Tough week for ACORN

The Sports ITeam Blog (Daily News)

We now know that there are no guarantees when or if affordable housing in the proposed Atlantic Yards project will be built. This certainly doesn't bother Forest City Ratner or its paid-for ally, ACORN.

It’s been a tough week for ACORN and its chief executive Bertha Lewis: Conservative activists Hannah Giles and James O’Keefe (no relation to I-Team member Michael O’Keeffe), released secretly recorded videos that apparently show ACORN employees in Brooklyn, Baltimore and Washington advising them on how to evade taxes and buy a house to use as a brothel.

To the right-wing crusaders have long accused ACORN of voter-registration fraud and other sins, the videos were proof that the community-organizing group is a pit of corruption. Washington officials moved quickly to cut ties to the organization. The House of Representatives voted to deny federal money to the community organizing group (ACORN’s critics claimed has received an estimated $53 million in federal aid since 1994). The Senate voted to deny ACORN housing and transportation funds. The Census Bureau, which had planned on using ACORN to conduct the 2010 census, cut ties with the group.

But one longtime ally -- Nets owner Bruce Ratner -- will continue to stand with the bruised and battered organization. Forest City Ratner spokesman Joe DePlasco said ACORN has been a forceful advocate for civil rights and working families, and the company isn’t about to abandon its friend simply because of criticism from Fox News.

...

“We like working with ACORN,” a Forest City Ratner executive told the Brooklyn Paper in 2005. “They have that radical feeling, they really fight for what they believe in. We just love their history, how they started, and feel it really represents what we're working to do here.”

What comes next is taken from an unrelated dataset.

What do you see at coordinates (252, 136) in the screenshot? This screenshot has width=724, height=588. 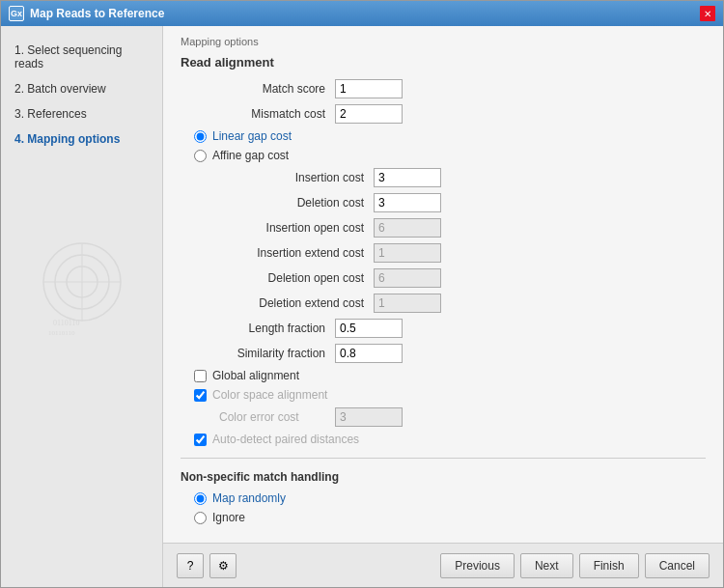 I see `linear-gap-label: Linear gap cost` at bounding box center [252, 136].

The final version of a state plan for the project weakened guarantees that promised affordable housing would get necessary funding, documents obtained under the Freedom of Information Law by Atlantic Yards Report blogger Norman Oder suggest. A draft of the plan said state and city subsidies would be available to fund affordable-house units, but that language was deleted in later drafts. The current plan says the affordable housing is "expected" to be paid for with tax-exempt bonds from city and state housing programs.

ACORN has not protested; Atlantic Yards critics say that may be because the organization, which had been rocked by an embezzlement scandal, received a $1 million low-interest loan and a $500,000 grant from Forest City Ratner last year.

“We’d argue that ACORN has actually sold out its core constituency as there is likely to be very little ‘affordable’ housing if Atlantic Yards is ever built,” Develop Don’t Destroy Brooklyn, Atlantic Yards’ main opposition group, wrote on its Web site this summer, “and what ‘affordable’ housing there may be will nearly all be UNaffordable to those ACORN claims to represent.”